Office remodeling is a change to the internal structure of the workspace, affecting the layout of rooms, passageways, and functional areas. The goal of such changes is to make the office more convenient for employees, more efficient for processes, and more aligned with the company’s current objectives.
Unlike a cosmetic commercial renovations Calgary, remodeling affects the logic of space use: the location of workstations, meeting rooms, break areas, storage, reception, and server rooms. It can be minimal (rearrangement and lightweight partitions) or comprehensive, changing the very configuration of the rooms.
What is considered remodeling and how does it differ from renovation?
Remodeling is a change to the layout: moving or installing partitions, changing office sizes, creating new zones, and sometimes relocating openings and changing circulation routes within the office. Remodeling most often involves updating finishes, engineering systems, or furniture without changing the structure of the space.
In practice, these processes often go hand in hand: first, a new office layout is determined, then construction and finishing work is carried out. It is important to consider building constraints and safety requirements to ensure the final solution is not only convenient but also acceptable.
Typical Remodeling Tasks
- increase office capacity without relocating;
- reduce noise and increase concentration in work areas;
- create meeting rooms and spaces for online calls;
- organize a hybrid format: hot desking, flexible workstations;
- improve navigation and the customer experience (reception, waiting areas);
- improve safety: clear evacuation routes, no bottlenecks.
What Changes to Office Space Are Considered Remodeling?
Remodeling in an office is considered changes that affect the configuration of the premises and are reflected in the floor plan: changing the boundaries of rooms, the purpose of individual zones, or the location of the main Layout elements. The key feature is the need to formalize changes in technical documentation.
Cosmetic repairs and replacement of finishes are generally not considered redevelopment unless the layout structure is changed and work is not performed that impacts load-bearing structures and utility systems. However, in offices, many «practical» improvements actually turn out to be redevelopment due to interference with partitions, openings, and utilities.

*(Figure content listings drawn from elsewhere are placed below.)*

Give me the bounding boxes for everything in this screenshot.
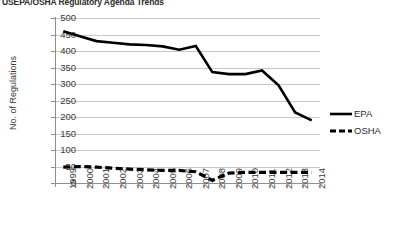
legend-item-osha[interactable]: OSHA [330,122,381,139]
chart-container: USEPA/OSHA Regulatory Agenda Trends No. … [0,0,398,231]
legend-swatch-solid-icon [330,109,352,119]
legend-swatch-dashed-icon [330,126,352,136]
legend-label: EPA [354,109,372,119]
series-line-osha [63,167,311,181]
legend-label: OSHA [354,126,381,136]
chart-legend: EPAOSHA [330,105,381,139]
legend-item-epa[interactable]: EPA [330,105,381,122]
series-line-epa [63,31,311,120]
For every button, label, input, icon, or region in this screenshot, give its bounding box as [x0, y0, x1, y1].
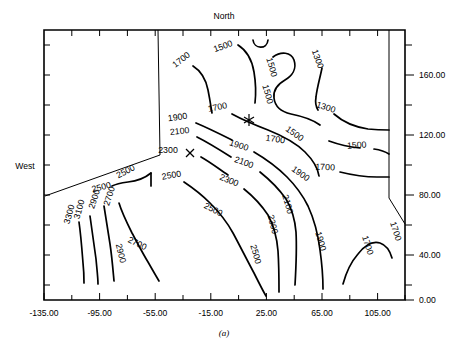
- contour-path: [253, 40, 268, 47]
- contour-label: 1300: [315, 99, 337, 115]
- contour-plot-svg: -135.00 -95.00 -55.00 -15.00 25.00 65.00…: [0, 0, 460, 354]
- contour-label: 2100: [233, 154, 255, 170]
- x-tick-label: 65.00: [311, 308, 333, 318]
- right-region-boundary: [389, 30, 405, 224]
- y-tick-label: 40.00: [419, 250, 441, 260]
- contour-label: 2100: [280, 193, 295, 215]
- contour-path: [273, 53, 320, 125]
- contour-label: 1500: [284, 124, 306, 144]
- contour-label: 1700: [265, 133, 286, 146]
- cross-marker: [186, 149, 194, 157]
- contour-label: 2300: [266, 214, 280, 236]
- contour-label: 2900: [86, 188, 102, 210]
- x-tick-label: -135.00: [29, 308, 58, 318]
- contour-path: [104, 206, 114, 281]
- contour-label: 2700: [126, 235, 148, 253]
- y-tick-label: 160.00: [419, 70, 446, 80]
- contour-label: 2500: [161, 168, 182, 181]
- x-tick-label: -15.00: [199, 308, 224, 318]
- contour-label: 1500: [212, 38, 234, 54]
- plot-frame: [44, 30, 405, 300]
- contour-label: 1500: [260, 83, 275, 105]
- y-axis-ticks-left: [44, 45, 50, 285]
- contour-label: 1900: [290, 164, 312, 184]
- y-tick-label: 80.00: [419, 190, 441, 200]
- y-axis-ticks-right: [405, 45, 414, 300]
- x-tick-label: 105.00: [364, 308, 391, 318]
- contour-label: 1900: [313, 230, 328, 252]
- contour-path: [90, 216, 98, 284]
- contour-path: [340, 172, 389, 177]
- x-tick-label: 25.00: [256, 308, 278, 318]
- y-tick-label: 0.00: [419, 295, 436, 305]
- contour-path: [197, 137, 231, 157]
- contour-label: 2300: [158, 145, 178, 155]
- contour-path: [238, 45, 256, 103]
- contour-label: 1900: [167, 111, 188, 124]
- contour-label: 1700: [170, 50, 192, 70]
- west-label: West: [15, 161, 35, 171]
- data-region-boundary: [45, 30, 160, 196]
- contour-label: 1300: [310, 48, 326, 70]
- contour-label: 1500: [264, 56, 279, 78]
- x-axis-ticks-top: [72, 30, 378, 36]
- y-axis-tick-labels: 160.00 120.00 80.00 40.00 0.00: [419, 70, 446, 305]
- contour-label: 2100: [169, 125, 190, 137]
- contour-label: 1700: [388, 220, 404, 242]
- x-tick-label: -55.00: [143, 308, 168, 318]
- contour-map-figure: -135.00 -95.00 -55.00 -15.00 25.00 65.00…: [0, 0, 460, 354]
- contour-path: [244, 189, 279, 292]
- contour-label: 1900: [228, 137, 250, 153]
- x-axis-ticks: [44, 293, 405, 300]
- y-tick-label: 120.00: [419, 130, 446, 140]
- contour-label: 2900: [114, 243, 128, 265]
- contour-path: [374, 149, 389, 154]
- north-label: North: [213, 11, 234, 21]
- contour-path: [79, 222, 84, 283]
- contour-path: [196, 123, 232, 140]
- contour-label: 1500: [347, 139, 367, 150]
- contour-path: [334, 114, 389, 130]
- contour-label: 1700: [360, 234, 376, 256]
- x-axis-tick-labels: -135.00 -95.00 -55.00 -15.00 25.00 65.00…: [29, 308, 391, 318]
- contour-path: [184, 182, 266, 296]
- contour-label: 2500: [248, 243, 263, 265]
- contour-label: 2300: [218, 172, 240, 189]
- contour-path: [254, 152, 323, 289]
- contour-label: 1700: [315, 162, 335, 173]
- x-tick-label: -95.00: [87, 308, 112, 318]
- figure-caption: (a): [219, 328, 230, 338]
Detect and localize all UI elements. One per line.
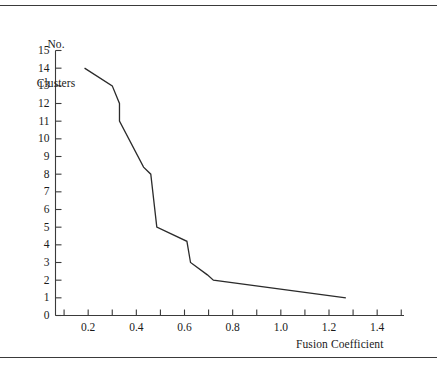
x-tick-label: 0.2 bbox=[71, 321, 105, 333]
x-tick-label: 0.6 bbox=[168, 321, 202, 333]
figure-container: No. Clusters Fusion Coefficient 01234567… bbox=[0, 0, 437, 371]
x-tick-label: 1.2 bbox=[312, 321, 346, 333]
y-tick-label: 10 bbox=[28, 132, 50, 144]
y-tick-label: 2 bbox=[28, 274, 50, 286]
y-tick-label: 4 bbox=[28, 238, 50, 250]
y-tick-label: 7 bbox=[28, 185, 50, 197]
y-tick-label: 8 bbox=[28, 168, 50, 180]
y-tick-label: 11 bbox=[28, 115, 50, 127]
y-tick-label: 0 bbox=[28, 309, 50, 321]
x-tick-label: 1.0 bbox=[264, 321, 298, 333]
data-series-group bbox=[85, 68, 346, 298]
y-tick-label: 9 bbox=[28, 150, 50, 162]
x-tick-label: 0.8 bbox=[216, 321, 250, 333]
y-tick-label: 5 bbox=[28, 221, 50, 233]
x-tick-label: 1.4 bbox=[360, 321, 394, 333]
y-tick-label: 12 bbox=[28, 97, 50, 109]
y-tick-label: 6 bbox=[28, 203, 50, 215]
x-axis-label: Fusion Coefficient bbox=[296, 338, 384, 351]
tick-marks-group bbox=[56, 51, 402, 316]
y-tick-label: 3 bbox=[28, 256, 50, 268]
y-tick-label: 13 bbox=[28, 79, 50, 91]
data-line-0 bbox=[85, 68, 346, 298]
y-tick-label: 15 bbox=[28, 44, 50, 56]
y-tick-label: 14 bbox=[28, 62, 50, 74]
axes-group bbox=[56, 51, 405, 316]
y-tick-label: 1 bbox=[28, 291, 50, 303]
x-tick-label: 0.4 bbox=[119, 321, 153, 333]
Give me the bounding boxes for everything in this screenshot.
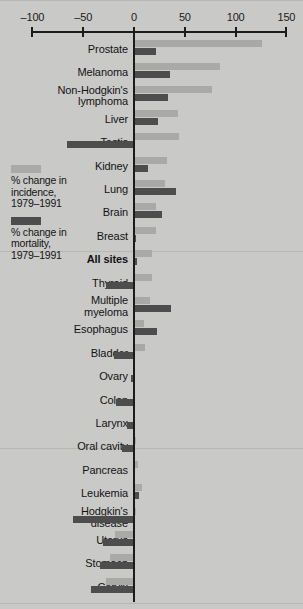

Signs and typical examples of redevelopment
- Erection, relocation, or dismantling of partitions (including lightweight partitions) if the boundaries of the premises and their area change.
- Installation, relocation, expansion, or filling of doorways in partitions/walls when the passage pattern and plan change.
- Combining or dividing rooms (e.g., creating new offices, meeting rooms, open spaces from several rooms).
- Changing the functional purpose of zones, if this requires reflection in plans (e.g., allocating a server room, archive room, kitchen/coffee point space as a separate room).
- Relocation of «wet» zones (kitchens, bathrooms, cleaning equipment rooms) and changing Their boundaries, especially when affecting utility lines.
- Interventions to utility systems, when their routing/location is changed and recorded on plans: ventilation ducts, risers, metering units, plumbing equipment in new locations.
- Changes affecting evacuation routes and fire safety solutions, if the work alters the layout of rooms and passageways.
Summary: redevelopment is not the «scale of the work,» but its nature: any changes that alter the configuration of office spaces must be reflected in the technical plan/floor plan. If you move partitions, change openings, redistribute areas and zones, or affect the placement of utility lines, this is most likely a redevelopment and requires verification of requirements and proper execution.